How a Gift from Guilford’s ECAR Ended Up in the Hands of Pope Francis
When Kathleen Herbst '19 showed up at the Vatican on Thursday with a handcrafted gift for Pope Francis from Guilford’s Every Campus A Refuge (ECAR) program, she figured she’d hand it off to someone in the Pope’s entourage.
Instead, Kathleen, ECAR Program Coordinator and Outreach Specialist, found herself giving the plate — painted by an Iraqi refugee and former ECAR guest — to the Pope himself.
“It’s still a little hard to believe, but you know what?” says Diya Abdo. “That’s how ECAR operates. We believe things will happen, that they will manifest into the universe. I think the Pope was as surprised at our gift as Kathleen was in giving it to him in person.”
Diya is Guilford’s Lincoln Financial Professor of English, and she founded ECAR in 2015 with a goal of persuading American colleges and universities to provide temporary campus housing to refugee families.
Diya often cited the Pope’s plea for every Catholic parish in Europe to take in refugees from Syria as her inspiration for founding ECAR, and she thought Guilford College — and other colleges and universities — could answer the Pope’s challenge using resources on their own campuses.
Since ECAR’s inception, 10 campuses have started their own ECAR chapters. Diya says she expects that number will grow in the coming months as more schools learn of ECAR and its mission.
Exactly how a hand-painted plate made its way from Greensboro and into the hands of Pope Francis is as long as the 4,720-mile journey it took to get there, but Diya and Kathleen offer up a truncated explanation.

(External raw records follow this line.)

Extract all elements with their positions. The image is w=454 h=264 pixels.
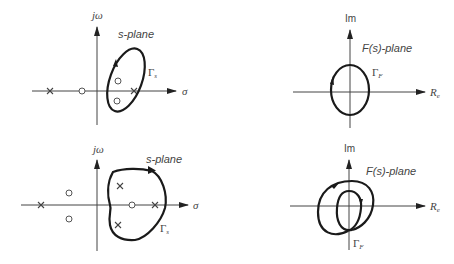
panel-top-right-f-plane: Im Re F(s)-plane ΓF	[293, 13, 440, 128]
panel-bottom-left-s-plane: jω σ s-plane Γs	[21, 143, 199, 251]
zero-marker	[66, 190, 72, 196]
jw-axis-label: jω	[91, 143, 104, 155]
im-axis-label: Im	[345, 13, 356, 24]
plane-label: F(s)-plane	[366, 165, 416, 177]
re-axis-label: Re	[429, 86, 440, 100]
gamma-s-contour	[100, 44, 153, 117]
zero-marker	[114, 98, 120, 104]
nyquist-mapping-diagram: jω σ s-plane Γs Im Re F(s)-plane ΓF	[0, 0, 454, 264]
re-axis-label: Re	[429, 200, 440, 214]
plane-label: F(s)-plane	[362, 42, 412, 54]
sigma-axis-label: σ	[182, 85, 188, 97]
contour-label: Γs	[148, 66, 157, 80]
zero-marker	[79, 88, 85, 94]
sigma-axis-label: σ	[193, 199, 199, 211]
panel-bottom-right-f-plane: Im Re F(s)-plane ΓF	[290, 143, 440, 251]
plane-label: s-plane	[146, 153, 182, 165]
jw-axis-label: jω	[90, 9, 103, 21]
zero-marker	[66, 216, 72, 222]
pole-marker	[117, 183, 123, 189]
gamma-f-outer-loop	[318, 181, 373, 234]
im-axis-label: Im	[344, 143, 355, 154]
pole-marker	[115, 222, 121, 228]
zero-marker	[115, 78, 121, 84]
zero-marker	[129, 202, 135, 208]
contour-label: ΓF	[353, 237, 364, 251]
direction-arrow-icon	[359, 199, 363, 206]
gamma-s-contour	[108, 169, 166, 240]
contour-label: Γs	[160, 222, 169, 236]
plane-label: s-plane	[118, 28, 154, 40]
panel-top-left-s-plane: jω σ s-plane Γs	[32, 9, 188, 125]
contour-label: ΓF	[372, 66, 383, 80]
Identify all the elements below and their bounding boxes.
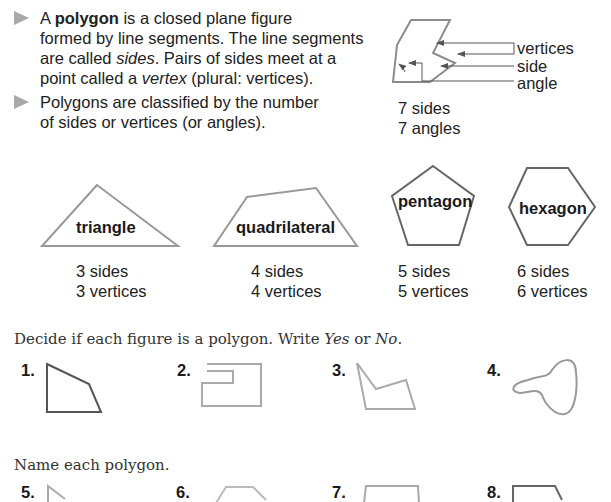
figure-6 <box>216 487 266 502</box>
figure-7 <box>364 486 419 502</box>
figure-5 <box>48 486 65 502</box>
figure-8 <box>513 486 562 502</box>
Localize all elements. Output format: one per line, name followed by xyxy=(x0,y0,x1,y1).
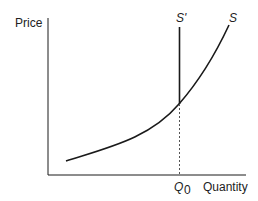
diagram-canvas: Price Quantity S' S Q 0 xyxy=(0,0,258,201)
y-axis-label: Price xyxy=(15,16,43,30)
q0-subscript: 0 xyxy=(184,183,191,197)
q0-label: Q xyxy=(174,180,183,194)
supply-diagram: Price Quantity S' S Q 0 xyxy=(0,0,258,201)
s-label: S xyxy=(229,11,237,25)
s-prime-label: S' xyxy=(176,11,187,25)
supply-curve-s xyxy=(66,25,229,161)
x-axis-label: Quantity xyxy=(203,180,248,194)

Earlier this month Guilford hosted the ECAR Gathering, a three-day “anti-conference,” as Diya calls it, designed to bring together colleges and universities in North Carolina and Georgia to adopt an ECAR chapter. One of the team-building workshops at the gathering gave attendees the opportunity to create Arabic calligraphy on ceramic plates.
Ali Al-Khasrachi, a Greensboro artist who once ran a printing and design shop in Baghdad, led the calligraphy workshop. Ali, his wife, and their three children were guests of ECAR after fleeing Iraq in 2017.
Ali designed the plate that Kathleen later packed and took with her to Italy for another refugee-support conference. Some of the attendees at that conference visited the Vatican on Thursday for a scheduled private audience with the Pope.
Kathleen, who only had a few seconds to meet the Pope and give him the plate, shared that story with him. “Very kind, thank you,” she says he replied when given the plate.
The plate contains the Biblical verse of Matthew 25:40 that Pope Francis quoted in 2015 and inspired Diya to create ECAR: Whatever you did for one of these least brothers of mine, you did for me.
Kathleen says she hopes her encounter with the Pope, however brief, supports Ali’s artistic endeavors. She also says the meeting celebrates “the on-the-ground, often unacknowledged, truly important work (of) people supporting their newly arrived neighbors. Whether that's an airport welcome, helping with a move, sharing tea, or any countless other actions, and recognizing the ways that we each, as individuals and as communities, owe it to one another to fully appreciate the humanity of those around us.”